JPMorgan Said to Buy $45B of Ocwen's Servicing Rights

JPMorgan Chase & Co., the second-largest servicer of U.S. mortgages, is buying the right to handle $45 billion of home loans from Ocwen Financial Corp., according to a person familiar with the transaction.

Ocwen said March 2 that it had signed a letter of intent to sell a rights portfolio of that size to a firm it didn't identify. The 277,000 underlying debts are performing loans owned by Fannie Mae, and Ocwen said it expects to complete the transaction by midyear and hand off the servicing during the second half. JPMorgan is the buyer, according to the person, who asked for anonymity to discuss private talks.

The deal would bring JPMorgan's portfolio for overseeing billing, collections and foreclosures on U.S. mortgages to nearly $1 trillion, a threshold it last exceeded in the fourth quarter of 2013. Its $948.8 billion loan-servicing portfolio as of Dec. 31 trailed only Wells Fargo & Co.'s $1.75 trillion, according to data compiled by Bloomberg.

JPMorgan bought contracts on $70 billion of mortgages from MetLife Inc. in November 2012 as the insurer sought to reduce regulatory oversight. Since then, the New York-based bank has surpassed Bank of America Corp. as the nation's No. 2 servicer.

Spokesmen from JPMorgan, Ocwen and Fannie Mae declined to comment. Inside Mortgage Finance cited industry advisers earlier Tuesday saying JPMorgan may be the buyer.

Ocwen Chief Executive Officer Ronald Faris is shrinking the company amid regulatory scrutiny and complaints from consumers and bond investors. A December settlement with Benjamin Lawsky, superintendent of the New York Department of Financial Services, prevents the firm from acquiring more servicing rights until it improves its processes.

The firm agreed to sell servicing on $9.8 billion of loans to Nationstar Mortgage Holdings Inc. last month. That disposal and the sale of the $45 billion portfolio will generate about $550 million of proceeds over the next six months, Atlanta-based Ocwen said March 2.

JPMorgan has said its servicing portfolio is worth about 98 basis points of the third-party loans it oversaw on Dec. 31, down from 107 basis points on Sept. 30. Its average annual revenue on those loans was about 35 basis points, the bank said. A basis point is equal to 0.01 percentage point.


Exercise aim: From the data that follows, copy every line with the string "swatch".

Data for this task:

•••

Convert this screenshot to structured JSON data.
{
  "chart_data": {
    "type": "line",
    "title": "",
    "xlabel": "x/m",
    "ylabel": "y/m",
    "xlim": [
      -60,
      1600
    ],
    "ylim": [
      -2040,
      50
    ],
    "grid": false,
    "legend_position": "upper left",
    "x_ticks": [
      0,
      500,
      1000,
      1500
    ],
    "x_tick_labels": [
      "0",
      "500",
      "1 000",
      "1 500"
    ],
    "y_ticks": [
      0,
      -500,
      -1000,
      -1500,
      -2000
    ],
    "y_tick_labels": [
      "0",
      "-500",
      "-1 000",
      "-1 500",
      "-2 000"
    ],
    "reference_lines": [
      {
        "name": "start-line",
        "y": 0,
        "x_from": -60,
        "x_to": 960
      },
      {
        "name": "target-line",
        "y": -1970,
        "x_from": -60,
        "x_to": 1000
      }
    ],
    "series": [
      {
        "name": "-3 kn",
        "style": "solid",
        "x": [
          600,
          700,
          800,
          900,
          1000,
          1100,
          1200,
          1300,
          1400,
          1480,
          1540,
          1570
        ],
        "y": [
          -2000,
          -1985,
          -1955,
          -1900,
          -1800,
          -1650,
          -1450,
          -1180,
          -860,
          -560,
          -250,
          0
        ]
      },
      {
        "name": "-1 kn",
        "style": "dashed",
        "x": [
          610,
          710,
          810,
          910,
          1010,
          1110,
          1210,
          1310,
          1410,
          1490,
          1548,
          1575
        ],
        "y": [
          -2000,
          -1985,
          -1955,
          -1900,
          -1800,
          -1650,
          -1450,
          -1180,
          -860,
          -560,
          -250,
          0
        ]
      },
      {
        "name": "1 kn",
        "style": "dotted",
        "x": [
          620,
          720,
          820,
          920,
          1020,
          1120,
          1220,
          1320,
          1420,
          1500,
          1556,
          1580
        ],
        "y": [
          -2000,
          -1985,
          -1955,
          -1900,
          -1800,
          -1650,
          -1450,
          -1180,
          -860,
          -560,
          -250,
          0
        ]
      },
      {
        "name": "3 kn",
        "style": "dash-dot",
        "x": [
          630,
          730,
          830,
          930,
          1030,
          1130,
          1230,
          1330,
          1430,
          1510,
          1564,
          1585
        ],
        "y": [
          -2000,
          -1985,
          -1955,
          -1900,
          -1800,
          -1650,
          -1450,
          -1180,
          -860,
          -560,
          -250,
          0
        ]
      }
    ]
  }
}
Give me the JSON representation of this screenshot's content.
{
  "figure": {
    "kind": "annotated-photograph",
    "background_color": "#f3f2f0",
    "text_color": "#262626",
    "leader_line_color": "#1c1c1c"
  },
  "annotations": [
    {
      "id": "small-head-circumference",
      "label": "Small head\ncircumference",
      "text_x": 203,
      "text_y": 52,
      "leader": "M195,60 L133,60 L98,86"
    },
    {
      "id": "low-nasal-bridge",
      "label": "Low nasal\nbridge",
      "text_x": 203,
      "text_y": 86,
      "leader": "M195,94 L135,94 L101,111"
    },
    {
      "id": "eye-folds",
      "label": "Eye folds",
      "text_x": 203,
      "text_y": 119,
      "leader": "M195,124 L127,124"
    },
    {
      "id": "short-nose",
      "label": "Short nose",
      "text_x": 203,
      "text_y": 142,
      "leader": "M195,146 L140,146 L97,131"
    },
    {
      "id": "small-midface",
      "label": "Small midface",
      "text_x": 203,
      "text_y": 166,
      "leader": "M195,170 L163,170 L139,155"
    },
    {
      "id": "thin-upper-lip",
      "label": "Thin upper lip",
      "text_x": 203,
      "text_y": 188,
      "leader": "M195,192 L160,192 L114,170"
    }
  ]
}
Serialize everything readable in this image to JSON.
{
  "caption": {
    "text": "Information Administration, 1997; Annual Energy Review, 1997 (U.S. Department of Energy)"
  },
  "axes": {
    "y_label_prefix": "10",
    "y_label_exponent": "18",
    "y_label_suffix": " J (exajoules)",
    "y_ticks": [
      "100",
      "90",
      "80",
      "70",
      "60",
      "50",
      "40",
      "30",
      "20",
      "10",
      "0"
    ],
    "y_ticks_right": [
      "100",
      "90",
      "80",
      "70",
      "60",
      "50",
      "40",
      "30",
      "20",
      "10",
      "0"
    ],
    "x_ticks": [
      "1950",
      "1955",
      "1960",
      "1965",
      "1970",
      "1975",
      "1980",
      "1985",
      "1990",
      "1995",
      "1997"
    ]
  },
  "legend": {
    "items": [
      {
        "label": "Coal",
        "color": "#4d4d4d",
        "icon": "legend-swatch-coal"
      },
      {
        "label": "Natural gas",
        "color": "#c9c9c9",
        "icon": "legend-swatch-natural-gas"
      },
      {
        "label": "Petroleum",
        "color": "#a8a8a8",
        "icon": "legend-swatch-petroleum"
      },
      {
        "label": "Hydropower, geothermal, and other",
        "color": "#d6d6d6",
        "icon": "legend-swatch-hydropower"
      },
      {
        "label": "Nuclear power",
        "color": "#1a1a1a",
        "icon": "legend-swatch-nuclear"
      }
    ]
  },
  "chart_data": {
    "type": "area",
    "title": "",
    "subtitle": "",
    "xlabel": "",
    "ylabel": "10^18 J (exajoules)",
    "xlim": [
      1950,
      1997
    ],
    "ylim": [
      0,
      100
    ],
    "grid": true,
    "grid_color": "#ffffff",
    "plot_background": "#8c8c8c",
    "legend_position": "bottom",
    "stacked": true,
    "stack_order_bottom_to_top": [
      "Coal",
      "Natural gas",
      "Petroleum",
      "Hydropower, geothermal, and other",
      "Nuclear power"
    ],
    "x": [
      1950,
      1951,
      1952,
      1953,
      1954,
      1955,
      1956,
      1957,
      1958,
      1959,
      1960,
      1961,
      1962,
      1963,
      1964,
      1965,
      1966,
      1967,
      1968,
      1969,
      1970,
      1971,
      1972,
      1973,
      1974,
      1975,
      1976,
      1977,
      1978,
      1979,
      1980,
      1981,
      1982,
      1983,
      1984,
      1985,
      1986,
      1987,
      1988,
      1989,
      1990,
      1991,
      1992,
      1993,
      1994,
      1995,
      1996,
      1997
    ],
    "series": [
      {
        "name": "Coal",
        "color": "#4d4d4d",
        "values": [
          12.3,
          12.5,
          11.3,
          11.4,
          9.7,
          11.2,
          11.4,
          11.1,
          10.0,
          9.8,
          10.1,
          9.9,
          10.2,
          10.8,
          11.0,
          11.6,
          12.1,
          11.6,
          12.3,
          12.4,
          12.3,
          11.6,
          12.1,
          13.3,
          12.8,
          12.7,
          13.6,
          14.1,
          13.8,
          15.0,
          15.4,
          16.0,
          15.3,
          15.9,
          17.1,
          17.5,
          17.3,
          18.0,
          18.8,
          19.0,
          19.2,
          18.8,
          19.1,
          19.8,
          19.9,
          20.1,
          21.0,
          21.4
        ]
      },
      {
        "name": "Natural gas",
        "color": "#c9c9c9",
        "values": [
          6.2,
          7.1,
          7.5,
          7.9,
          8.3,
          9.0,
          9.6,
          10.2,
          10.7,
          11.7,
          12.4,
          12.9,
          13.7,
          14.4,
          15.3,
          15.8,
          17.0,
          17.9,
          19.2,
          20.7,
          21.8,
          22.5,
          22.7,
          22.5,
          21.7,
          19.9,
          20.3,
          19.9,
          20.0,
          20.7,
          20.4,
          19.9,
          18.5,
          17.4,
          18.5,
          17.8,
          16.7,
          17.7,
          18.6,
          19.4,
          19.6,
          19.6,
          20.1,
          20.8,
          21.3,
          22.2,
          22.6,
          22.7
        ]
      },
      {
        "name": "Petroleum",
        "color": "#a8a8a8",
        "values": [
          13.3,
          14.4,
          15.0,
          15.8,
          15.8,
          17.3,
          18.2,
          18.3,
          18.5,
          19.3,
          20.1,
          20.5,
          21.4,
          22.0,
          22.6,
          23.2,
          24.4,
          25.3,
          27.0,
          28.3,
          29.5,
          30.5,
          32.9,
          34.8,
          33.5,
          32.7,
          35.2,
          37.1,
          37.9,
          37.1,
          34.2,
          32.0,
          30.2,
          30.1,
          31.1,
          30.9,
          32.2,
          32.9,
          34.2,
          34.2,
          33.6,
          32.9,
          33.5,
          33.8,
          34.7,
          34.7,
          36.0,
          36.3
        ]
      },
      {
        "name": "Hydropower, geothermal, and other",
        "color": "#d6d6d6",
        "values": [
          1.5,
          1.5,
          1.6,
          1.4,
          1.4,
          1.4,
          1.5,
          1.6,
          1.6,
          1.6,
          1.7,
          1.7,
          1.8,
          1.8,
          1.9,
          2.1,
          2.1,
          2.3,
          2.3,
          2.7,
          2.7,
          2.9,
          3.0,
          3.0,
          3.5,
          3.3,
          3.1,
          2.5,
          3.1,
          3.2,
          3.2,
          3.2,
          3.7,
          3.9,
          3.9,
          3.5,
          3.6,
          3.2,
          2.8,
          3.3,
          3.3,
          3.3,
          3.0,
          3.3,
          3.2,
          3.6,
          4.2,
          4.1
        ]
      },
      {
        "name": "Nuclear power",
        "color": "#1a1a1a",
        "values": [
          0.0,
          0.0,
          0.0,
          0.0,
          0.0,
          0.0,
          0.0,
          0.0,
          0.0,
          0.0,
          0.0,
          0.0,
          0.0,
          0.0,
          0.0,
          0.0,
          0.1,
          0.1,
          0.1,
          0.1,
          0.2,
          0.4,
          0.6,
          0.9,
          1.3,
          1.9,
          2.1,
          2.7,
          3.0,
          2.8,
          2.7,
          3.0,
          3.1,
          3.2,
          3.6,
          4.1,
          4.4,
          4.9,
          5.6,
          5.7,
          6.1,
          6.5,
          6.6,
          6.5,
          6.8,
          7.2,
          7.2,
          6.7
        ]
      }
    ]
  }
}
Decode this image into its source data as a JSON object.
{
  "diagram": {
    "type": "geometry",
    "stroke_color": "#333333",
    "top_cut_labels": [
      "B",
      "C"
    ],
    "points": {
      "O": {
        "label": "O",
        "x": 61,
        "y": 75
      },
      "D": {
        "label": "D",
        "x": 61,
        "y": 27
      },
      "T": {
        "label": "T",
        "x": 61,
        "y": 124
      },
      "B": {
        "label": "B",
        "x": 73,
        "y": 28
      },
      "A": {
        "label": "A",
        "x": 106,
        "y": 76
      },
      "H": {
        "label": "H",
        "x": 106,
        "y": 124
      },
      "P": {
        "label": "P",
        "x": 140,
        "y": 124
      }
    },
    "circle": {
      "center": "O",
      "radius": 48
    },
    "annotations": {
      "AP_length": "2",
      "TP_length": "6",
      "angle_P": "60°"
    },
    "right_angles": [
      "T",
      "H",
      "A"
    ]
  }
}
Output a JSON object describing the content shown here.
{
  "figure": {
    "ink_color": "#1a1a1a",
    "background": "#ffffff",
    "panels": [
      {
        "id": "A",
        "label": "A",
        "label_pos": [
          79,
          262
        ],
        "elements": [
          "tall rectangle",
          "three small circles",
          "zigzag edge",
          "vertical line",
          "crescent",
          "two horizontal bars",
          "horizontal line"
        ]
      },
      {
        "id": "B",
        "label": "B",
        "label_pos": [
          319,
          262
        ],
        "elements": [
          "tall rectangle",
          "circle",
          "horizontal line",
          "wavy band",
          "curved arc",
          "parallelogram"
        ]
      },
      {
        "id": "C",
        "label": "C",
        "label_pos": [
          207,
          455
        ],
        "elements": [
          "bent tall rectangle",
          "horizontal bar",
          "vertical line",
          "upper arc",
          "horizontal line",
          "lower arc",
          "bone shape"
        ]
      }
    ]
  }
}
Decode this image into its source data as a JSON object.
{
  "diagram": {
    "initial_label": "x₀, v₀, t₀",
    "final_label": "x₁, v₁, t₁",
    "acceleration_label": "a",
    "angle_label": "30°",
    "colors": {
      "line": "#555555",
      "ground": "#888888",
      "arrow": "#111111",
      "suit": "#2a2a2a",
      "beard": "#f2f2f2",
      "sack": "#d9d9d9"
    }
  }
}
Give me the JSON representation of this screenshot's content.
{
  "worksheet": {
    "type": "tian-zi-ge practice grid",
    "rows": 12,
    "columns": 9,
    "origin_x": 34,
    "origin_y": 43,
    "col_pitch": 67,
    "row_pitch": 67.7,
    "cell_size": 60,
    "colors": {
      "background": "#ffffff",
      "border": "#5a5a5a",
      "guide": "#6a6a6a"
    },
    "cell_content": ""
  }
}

•••

Result for this exercise:
        "icon": "legend-swatch-coal"
        "icon": "legend-swatch-natural-gas"
        "icon": "legend-swatch-petroleum"
        "icon": "legend-swatch-hydropower"
        "icon": "legend-swatch-nuclear"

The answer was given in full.